[WHAT IS EXPECTED] Quote, word for word, only the lines running from the line with "At what (x,y)" through the end of the listing. Leave out the pictures.
----
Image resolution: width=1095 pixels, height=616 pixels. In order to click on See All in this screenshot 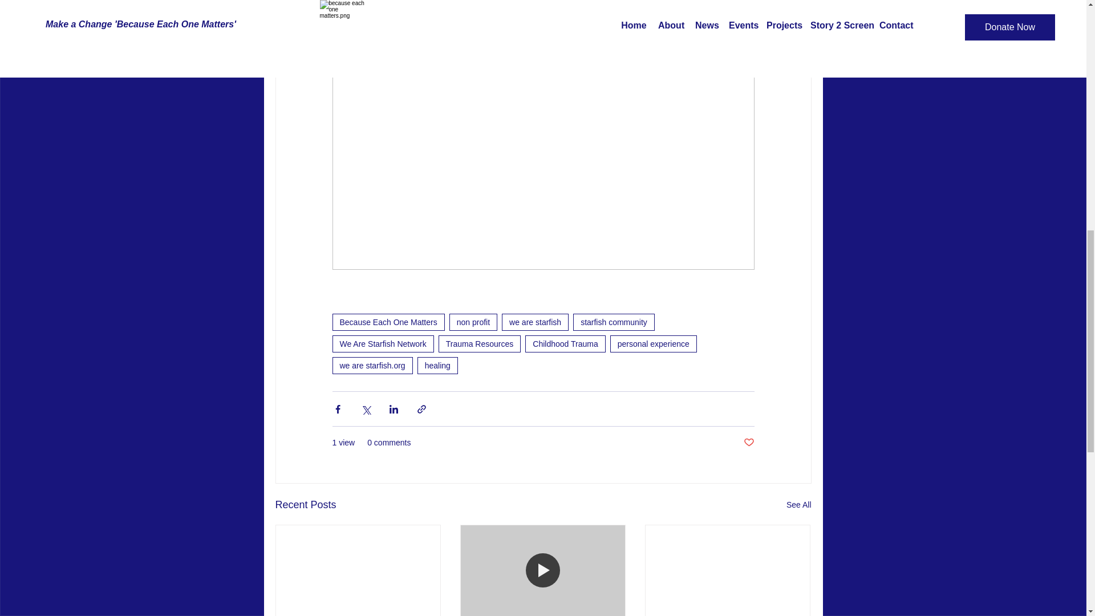, I will do `click(798, 504)`.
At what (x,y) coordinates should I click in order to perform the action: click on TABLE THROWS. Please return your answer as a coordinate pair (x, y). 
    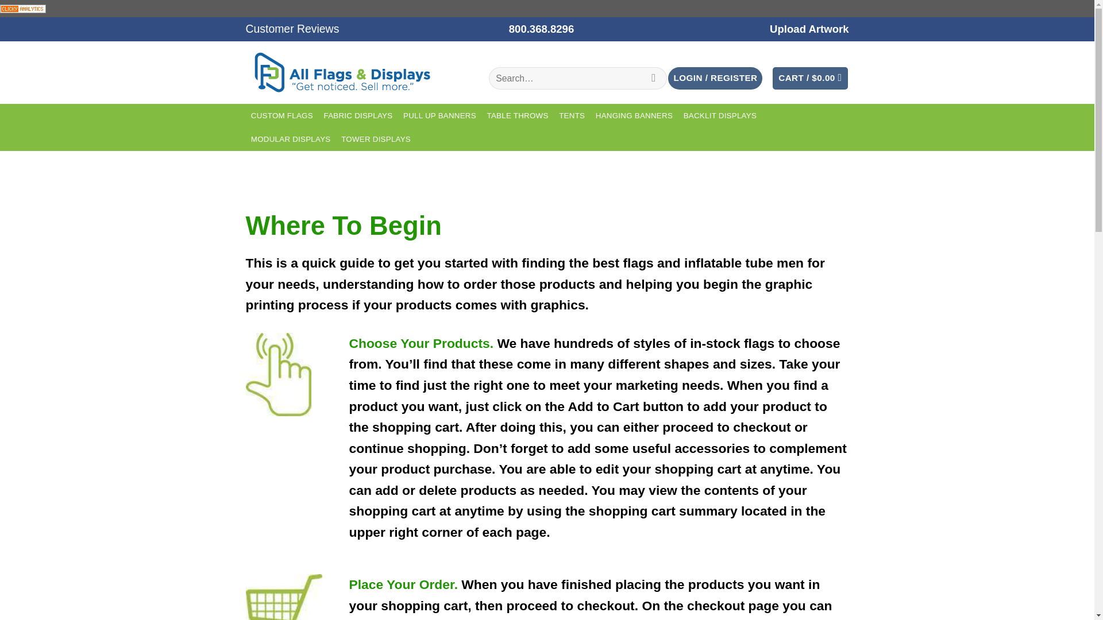
    Looking at the image, I should click on (517, 116).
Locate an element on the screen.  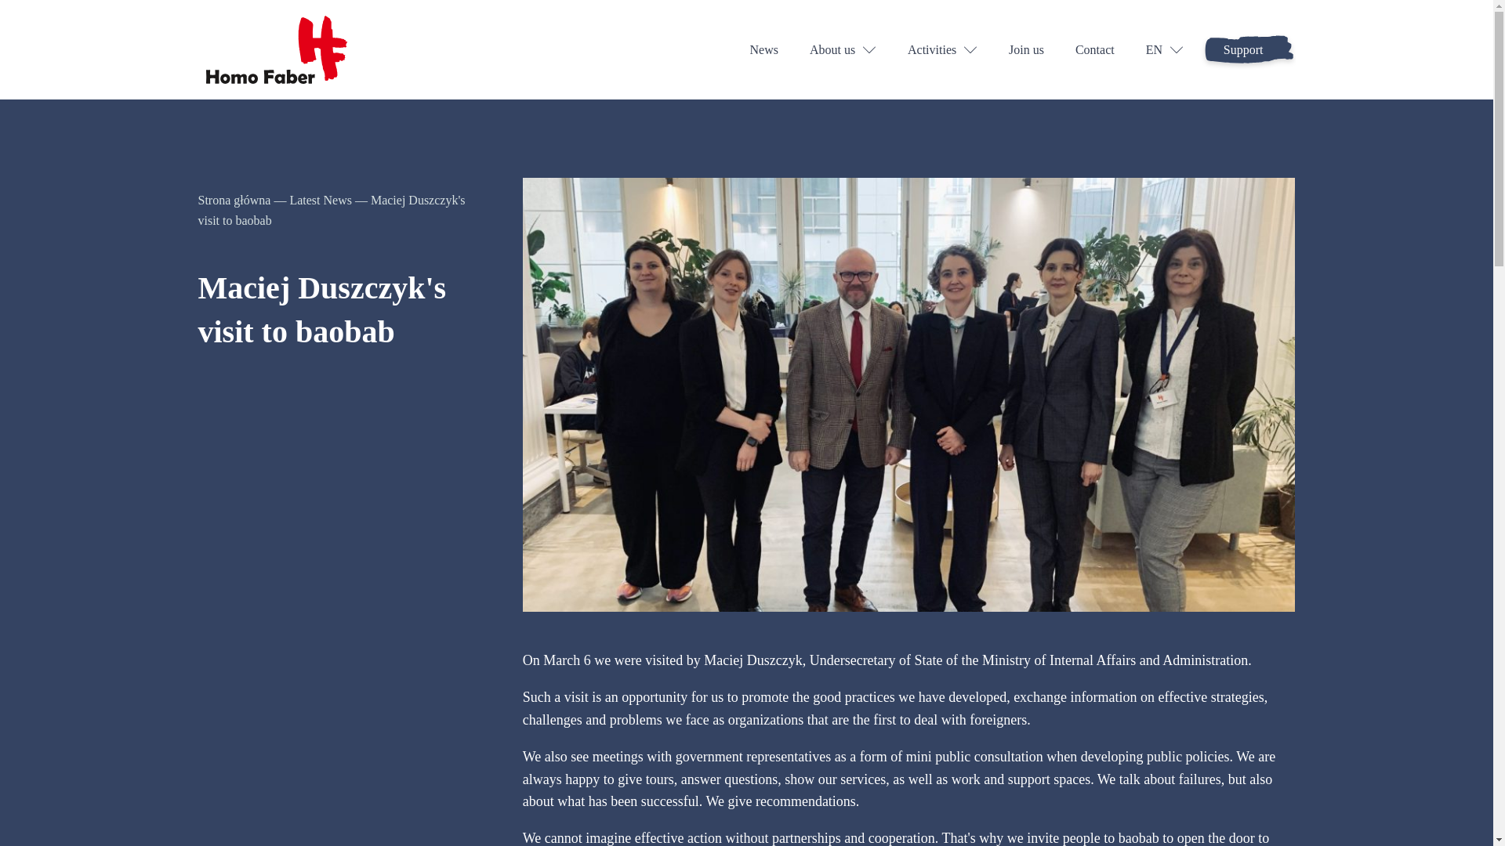
News is located at coordinates (763, 49).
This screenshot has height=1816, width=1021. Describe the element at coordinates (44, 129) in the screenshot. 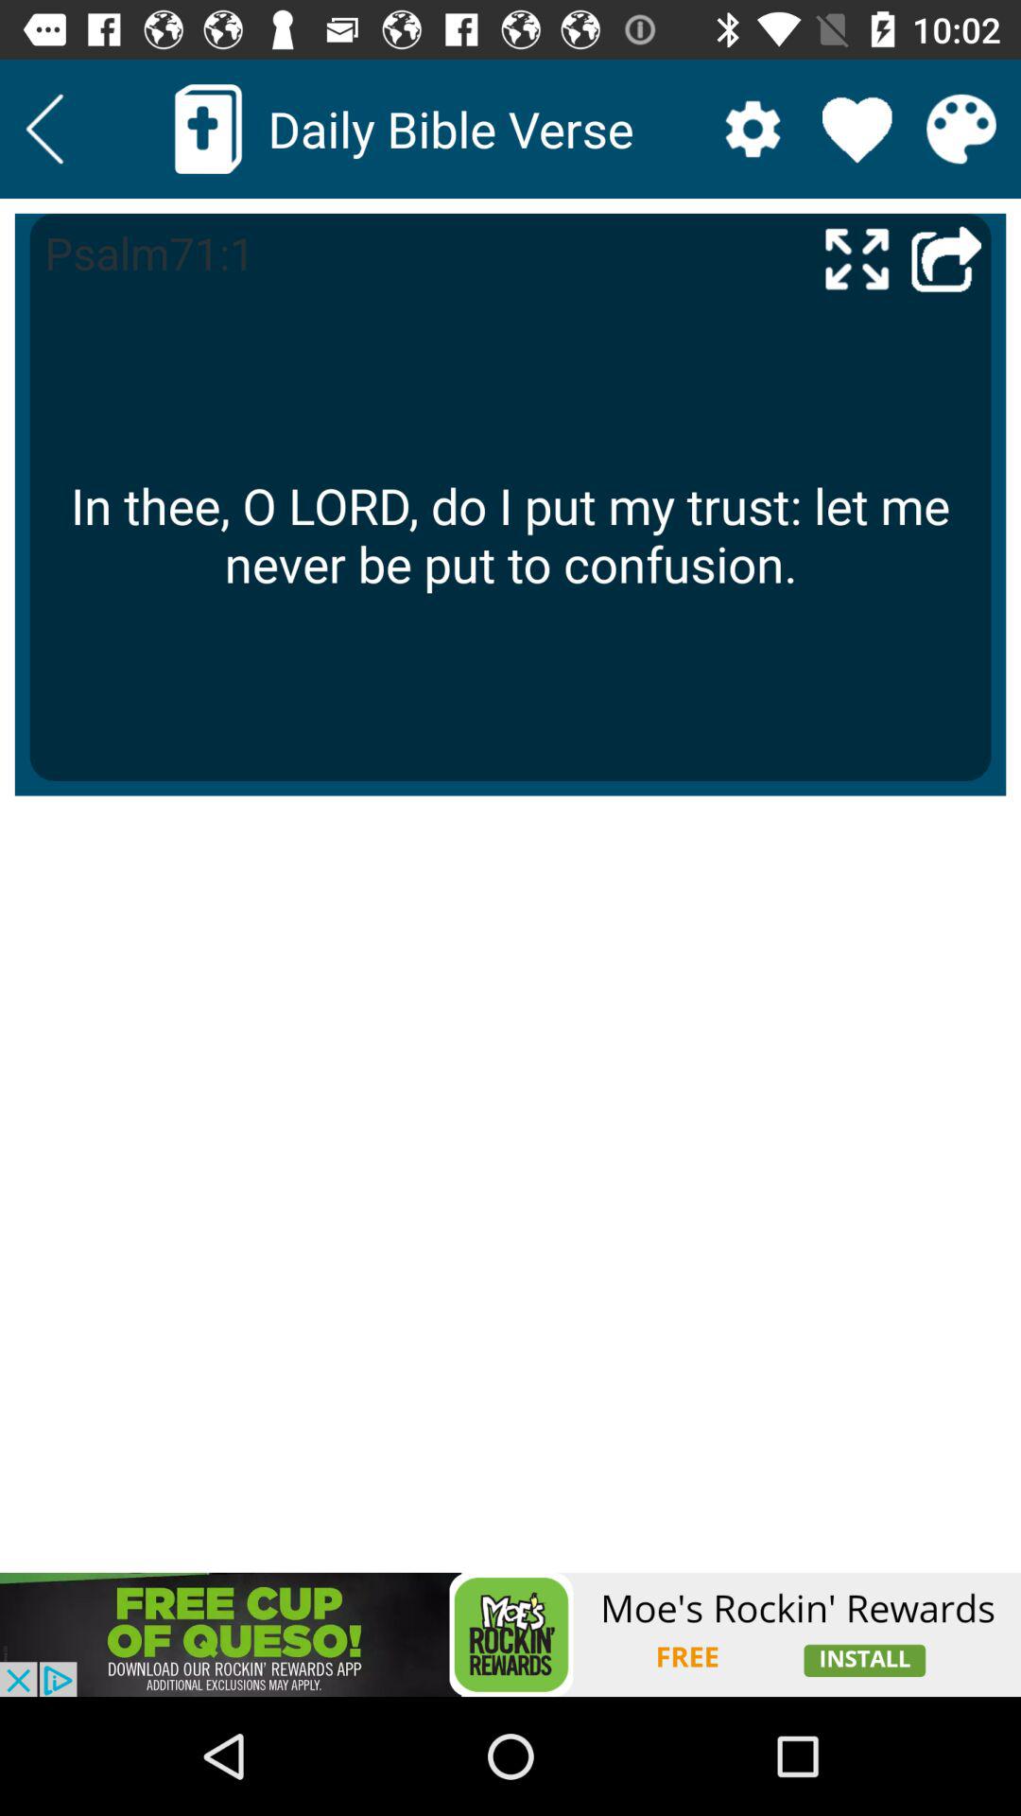

I see `go back` at that location.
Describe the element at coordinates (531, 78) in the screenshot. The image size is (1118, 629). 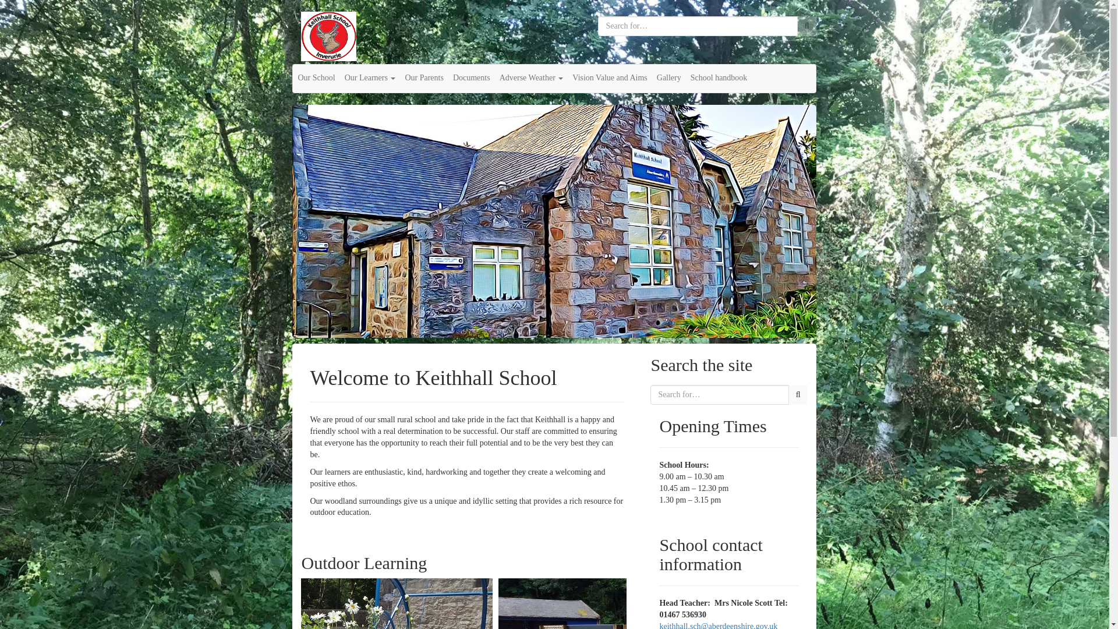
I see `Adverse Weather` at that location.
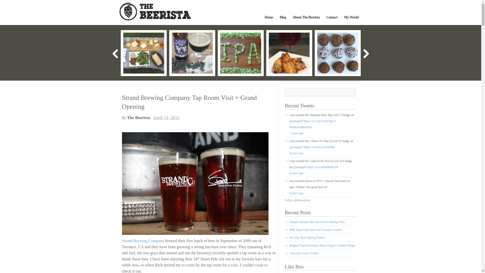 This screenshot has height=273, width=485. What do you see at coordinates (155, 19) in the screenshot?
I see `The Beerista` at bounding box center [155, 19].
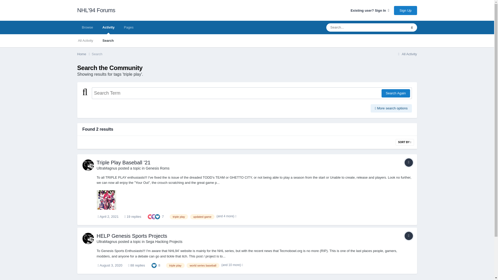 Image resolution: width=498 pixels, height=280 pixels. I want to click on Home, so click(84, 54).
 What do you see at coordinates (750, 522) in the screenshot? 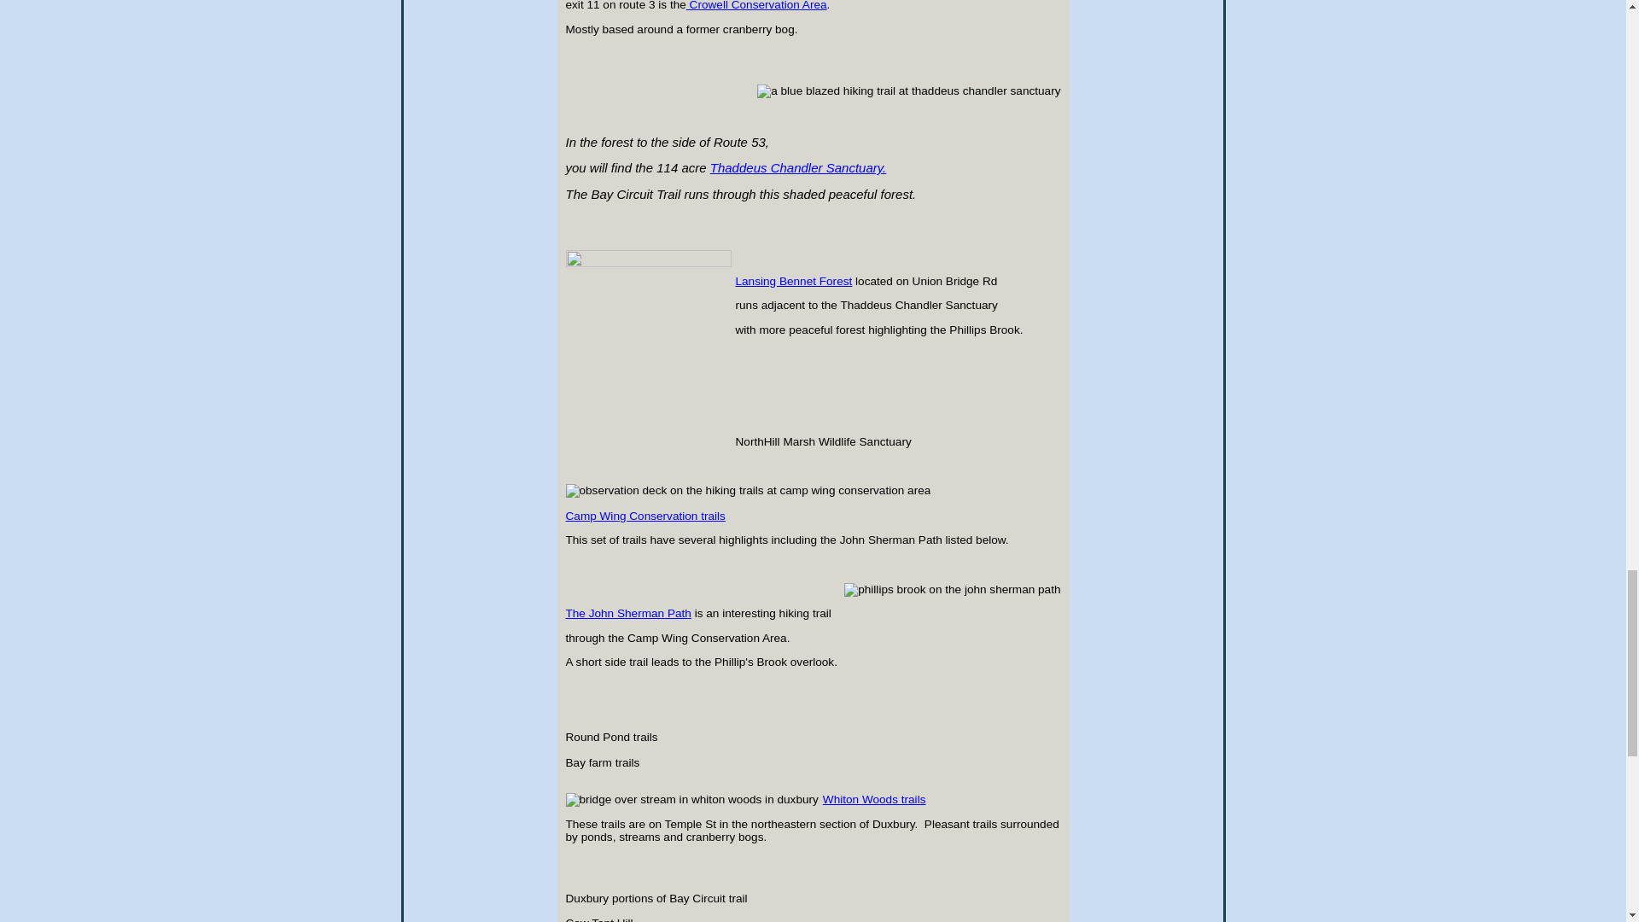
----
[THE COMPLETED TASK]
At what (x,y) coordinates should I click in order to perform the action: click on TABLE THROWS. Please return your answer as a coordinate pair (x, y). 
    Looking at the image, I should click on (517, 116).
Locate an element on the screen.  
News is located at coordinates (763, 49).
This screenshot has height=1816, width=1021. Describe the element at coordinates (44, 129) in the screenshot. 

I see `go back` at that location.
Describe the element at coordinates (531, 78) in the screenshot. The image size is (1118, 629). 
I see `Adverse Weather` at that location.
 This screenshot has height=273, width=485. What do you see at coordinates (155, 19) in the screenshot?
I see `The Beerista` at bounding box center [155, 19].
 Image resolution: width=498 pixels, height=280 pixels. I want to click on Home, so click(84, 54).
 What do you see at coordinates (750, 522) in the screenshot? 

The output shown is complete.